Country Joe McDonald sings an ode to Florence Nightingale (photos by Elisabeth Fall).

Country Joe McDonald sings an ode to Florence Nightingale (photos by Elisabeth Fall).

Without Nurses, I Don’t Know Where the F--- We Would Be

In a solo lunchtime performance in Cole Hall, on the UC San Francisco Parnassus campus, Country Joe McDonald of Woodstock fame paid tribute to veterans, nursing and an underappreciated hero of modern health care: Florence Nightingale.

The event was part of the campus’s efforts to honor veterans, sponsored by Campus Life Services, UC San Francisco School of Nursing and several School faculty members who served as military nurses. Though McDonald has long been associated with antiwar activism, he has also been a consistent advocate for those who serve in the military. In 1981, while attending a conference on the problems facing Vietnam vets, he heard a presentation by Vietnam nurse Lynda Van Devanter that challenged those in the audience to understand the effects of the war on women and military nurses.

Country Joe McDonald outside the UCSF School of Nursing “I took up that challenge,” McDonald said at the UCSF event. Doing so led him to Nightingale, who first made her name as a military nurse during the Crimean War.

Since that 1981 conference, McDonald has transformed himself into a Nightingale advocate, accumulating a wealth of material, much of which appears in a dedicated section of his website. His 50-minute presentation, which he has performed in many different settings, includes slides, videos, readings from Nightingale’s work and a series of original songs about “the lady with the lamp” – a reference to a nickname that arose from Nightingale’s habit of making nightly rounds through a facility where wounded English soldiers were housed.

In short, McDonald’s performance is an appreciative ramble around Nightingale’s life: from her wealthy childhood through her rebellious desire to – as McDonald phrased it – “work and serve and use my mind,” her formative experience in the Crimean War and the final 50 years of her life, during which she wrote and advised about nursing but lived in a house in London and never again did any direct patient care. She died in 1910, at the age of 90.

McDonald has made it his personal crusade to have people recognize Nightingale’s contributions – not just as the mother of modern nursing, but as someone who helped shape the parameters of modern health care and as an exemplar of a woman who stood on her own two feet at a time when the challenges of doing so were daunting. He is also a fierce advocate for nursing, noting early in the presentation that his brother (a retired nurse practitioner), wife (a labor and delivery nurse), niece (who works in palliative care) and daughter (who’s finishing her training) have all embraced the profession.

“Sometime in everyone’s life, they are touched by a nurse,” he said, during a brief question-and-answer session after his performance. “Without nurses, I don’t know where the f--- we would be.”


**Problem to work on:** Could you repeat the data word for word while skipping the pictures?

**Material to process:**
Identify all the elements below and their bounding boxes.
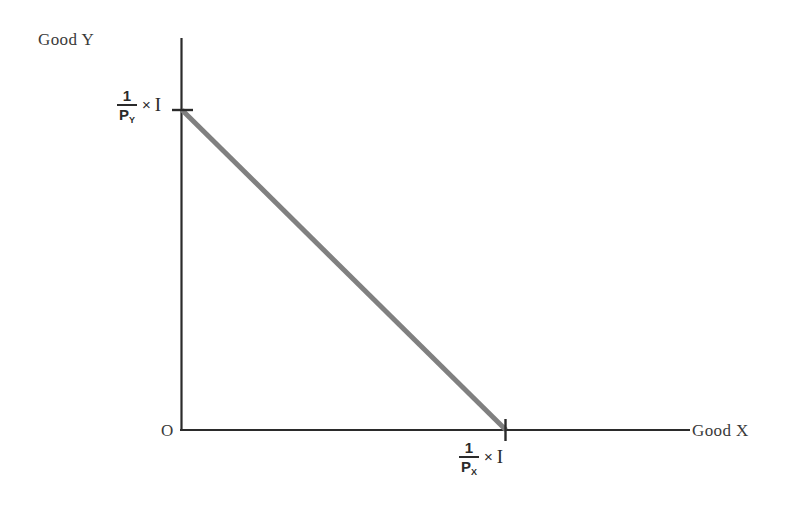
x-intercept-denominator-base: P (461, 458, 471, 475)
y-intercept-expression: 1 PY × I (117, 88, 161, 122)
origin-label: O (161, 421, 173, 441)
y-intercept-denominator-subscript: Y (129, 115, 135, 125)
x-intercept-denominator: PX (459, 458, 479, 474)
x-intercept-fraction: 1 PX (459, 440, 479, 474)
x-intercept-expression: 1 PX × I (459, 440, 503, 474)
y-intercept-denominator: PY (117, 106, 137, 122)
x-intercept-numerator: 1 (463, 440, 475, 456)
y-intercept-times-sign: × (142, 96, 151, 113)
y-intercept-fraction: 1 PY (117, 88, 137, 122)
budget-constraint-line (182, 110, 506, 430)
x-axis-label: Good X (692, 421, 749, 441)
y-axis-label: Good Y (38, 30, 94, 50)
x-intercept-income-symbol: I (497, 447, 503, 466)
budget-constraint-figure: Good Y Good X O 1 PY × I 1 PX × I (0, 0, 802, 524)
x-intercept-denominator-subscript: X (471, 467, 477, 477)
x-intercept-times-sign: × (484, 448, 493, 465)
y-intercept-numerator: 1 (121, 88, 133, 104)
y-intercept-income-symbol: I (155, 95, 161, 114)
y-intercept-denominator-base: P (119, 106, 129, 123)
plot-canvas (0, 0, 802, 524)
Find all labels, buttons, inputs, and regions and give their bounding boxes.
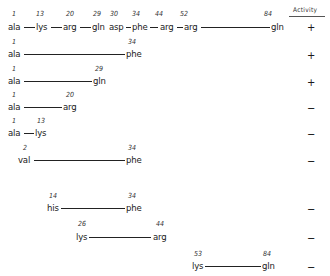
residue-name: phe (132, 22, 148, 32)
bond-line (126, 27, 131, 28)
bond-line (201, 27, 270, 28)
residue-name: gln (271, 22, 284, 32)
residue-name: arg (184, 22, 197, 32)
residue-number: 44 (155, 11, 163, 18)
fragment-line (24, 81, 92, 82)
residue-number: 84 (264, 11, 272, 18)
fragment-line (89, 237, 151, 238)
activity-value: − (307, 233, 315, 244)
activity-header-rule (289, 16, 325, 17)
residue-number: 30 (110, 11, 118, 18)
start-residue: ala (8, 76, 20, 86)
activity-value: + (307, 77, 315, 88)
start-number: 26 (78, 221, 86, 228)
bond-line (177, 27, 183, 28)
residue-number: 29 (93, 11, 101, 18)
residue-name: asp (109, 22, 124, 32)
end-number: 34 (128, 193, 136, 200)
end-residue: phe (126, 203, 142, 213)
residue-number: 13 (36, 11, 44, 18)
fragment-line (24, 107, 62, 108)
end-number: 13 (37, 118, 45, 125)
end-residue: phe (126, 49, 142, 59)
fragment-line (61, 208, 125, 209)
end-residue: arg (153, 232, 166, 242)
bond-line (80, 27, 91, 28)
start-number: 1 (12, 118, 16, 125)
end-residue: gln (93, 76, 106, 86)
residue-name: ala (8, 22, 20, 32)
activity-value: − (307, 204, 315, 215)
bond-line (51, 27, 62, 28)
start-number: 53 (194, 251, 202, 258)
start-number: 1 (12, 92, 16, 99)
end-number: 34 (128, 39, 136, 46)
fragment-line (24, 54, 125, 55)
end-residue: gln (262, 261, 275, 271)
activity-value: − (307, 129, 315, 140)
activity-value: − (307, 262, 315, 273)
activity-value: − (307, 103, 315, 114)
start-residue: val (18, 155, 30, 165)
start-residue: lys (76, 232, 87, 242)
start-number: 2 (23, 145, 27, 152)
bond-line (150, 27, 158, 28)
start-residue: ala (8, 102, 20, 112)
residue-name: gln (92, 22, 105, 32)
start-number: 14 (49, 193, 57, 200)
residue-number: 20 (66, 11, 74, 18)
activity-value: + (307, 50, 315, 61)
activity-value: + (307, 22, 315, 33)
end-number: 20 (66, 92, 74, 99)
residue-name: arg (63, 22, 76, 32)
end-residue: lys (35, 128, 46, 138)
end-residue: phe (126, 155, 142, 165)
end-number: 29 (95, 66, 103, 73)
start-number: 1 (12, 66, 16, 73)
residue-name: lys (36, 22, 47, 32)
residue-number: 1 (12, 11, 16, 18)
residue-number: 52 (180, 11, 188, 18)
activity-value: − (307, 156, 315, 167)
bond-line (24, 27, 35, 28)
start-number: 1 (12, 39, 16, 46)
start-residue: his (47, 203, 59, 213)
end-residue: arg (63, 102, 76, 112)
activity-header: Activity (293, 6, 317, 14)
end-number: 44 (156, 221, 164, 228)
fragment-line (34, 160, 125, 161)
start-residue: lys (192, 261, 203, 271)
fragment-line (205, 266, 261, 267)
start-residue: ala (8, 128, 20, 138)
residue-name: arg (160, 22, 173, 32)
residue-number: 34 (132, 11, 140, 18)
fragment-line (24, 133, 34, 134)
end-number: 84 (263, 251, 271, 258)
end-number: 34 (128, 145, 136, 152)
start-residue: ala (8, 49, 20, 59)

**Solution:**
Identify all the elements below and their bounding boxes.
x-intercept-denominator-base: P (461, 458, 471, 475)
y-intercept-expression: 1 PY × I (117, 88, 161, 122)
origin-label: O (161, 421, 173, 441)
y-intercept-denominator-subscript: Y (129, 115, 135, 125)
x-intercept-denominator: PX (459, 458, 479, 474)
x-intercept-fraction: 1 PX (459, 440, 479, 474)
x-intercept-expression: 1 PX × I (459, 440, 503, 474)
y-intercept-denominator: PY (117, 106, 137, 122)
x-intercept-numerator: 1 (463, 440, 475, 456)
y-intercept-times-sign: × (142, 96, 151, 113)
y-intercept-fraction: 1 PY (117, 88, 137, 122)
budget-constraint-line (182, 110, 506, 430)
x-axis-label: Good X (692, 421, 749, 441)
y-axis-label: Good Y (38, 30, 94, 50)
x-intercept-income-symbol: I (497, 447, 503, 466)
budget-constraint-figure: Good Y Good X O 1 PY × I 1 PX × I (0, 0, 802, 524)
x-intercept-denominator-subscript: X (471, 467, 477, 477)
x-intercept-times-sign: × (484, 448, 493, 465)
y-intercept-numerator: 1 (121, 88, 133, 104)
y-intercept-income-symbol: I (155, 95, 161, 114)
y-intercept-denominator-base: P (119, 106, 129, 123)
plot-canvas (0, 0, 802, 524)
Find all labels, buttons, inputs, and regions and give their bounding boxes.
residue-name: phe (132, 22, 148, 32)
bond-line (126, 27, 131, 28)
bond-line (201, 27, 270, 28)
residue-name: gln (271, 22, 284, 32)
residue-name: arg (184, 22, 197, 32)
residue-number: 44 (155, 11, 163, 18)
fragment-line (24, 81, 92, 82)
residue-number: 84 (264, 11, 272, 18)
fragment-line (89, 237, 151, 238)
activity-value: − (307, 233, 315, 244)
activity-header-rule (289, 16, 325, 17)
residue-number: 30 (110, 11, 118, 18)
start-residue: ala (8, 76, 20, 86)
activity-value: + (307, 77, 315, 88)
start-number: 26 (78, 221, 86, 228)
bond-line (177, 27, 183, 28)
residue-number: 29 (93, 11, 101, 18)
residue-name: asp (109, 22, 124, 32)
end-number: 34 (128, 193, 136, 200)
end-residue: phe (126, 203, 142, 213)
residue-number: 13 (36, 11, 44, 18)
fragment-line (24, 107, 62, 108)
end-number: 13 (37, 118, 45, 125)
end-residue: phe (126, 49, 142, 59)
fragment-line (61, 208, 125, 209)
end-residue: arg (153, 232, 166, 242)
bond-line (80, 27, 91, 28)
start-number: 1 (12, 118, 16, 125)
end-residue: gln (93, 76, 106, 86)
residue-name: ala (8, 22, 20, 32)
activity-value: − (307, 204, 315, 215)
bond-line (51, 27, 62, 28)
start-number: 53 (194, 251, 202, 258)
start-number: 1 (12, 92, 16, 99)
end-number: 34 (128, 39, 136, 46)
fragment-line (24, 54, 125, 55)
end-residue: gln (262, 261, 275, 271)
activity-value: − (307, 129, 315, 140)
activity-value: − (307, 262, 315, 273)
activity-value: − (307, 103, 315, 114)
start-residue: val (18, 155, 30, 165)
start-residue: lys (76, 232, 87, 242)
start-number: 2 (23, 145, 27, 152)
bond-line (150, 27, 158, 28)
start-residue: ala (8, 102, 20, 112)
residue-name: gln (92, 22, 105, 32)
start-number: 14 (49, 193, 57, 200)
residue-number: 20 (66, 11, 74, 18)
activity-value: + (307, 50, 315, 61)
activity-value: + (307, 22, 315, 33)
end-number: 20 (66, 92, 74, 99)
residue-name: arg (63, 22, 76, 32)
end-residue: lys (35, 128, 46, 138)
end-residue: phe (126, 155, 142, 165)
end-number: 29 (95, 66, 103, 73)
start-number: 1 (12, 66, 16, 73)
residue-name: lys (36, 22, 47, 32)
residue-number: 1 (12, 11, 16, 18)
residue-number: 52 (180, 11, 188, 18)
activity-value: − (307, 156, 315, 167)
bond-line (24, 27, 35, 28)
start-number: 1 (12, 39, 16, 46)
start-residue: his (47, 203, 59, 213)
end-residue: arg (63, 102, 76, 112)
activity-header: Activity (293, 6, 317, 14)
end-number: 44 (156, 221, 164, 228)
fragment-line (34, 160, 125, 161)
start-residue: lys (192, 261, 203, 271)
fragment-line (205, 266, 261, 267)
start-residue: ala (8, 128, 20, 138)
residue-name: arg (160, 22, 173, 32)
residue-number: 34 (132, 11, 140, 18)
fragment-line (24, 133, 34, 134)
end-number: 84 (263, 251, 271, 258)
end-number: 34 (128, 145, 136, 152)
start-residue: ala (8, 49, 20, 59)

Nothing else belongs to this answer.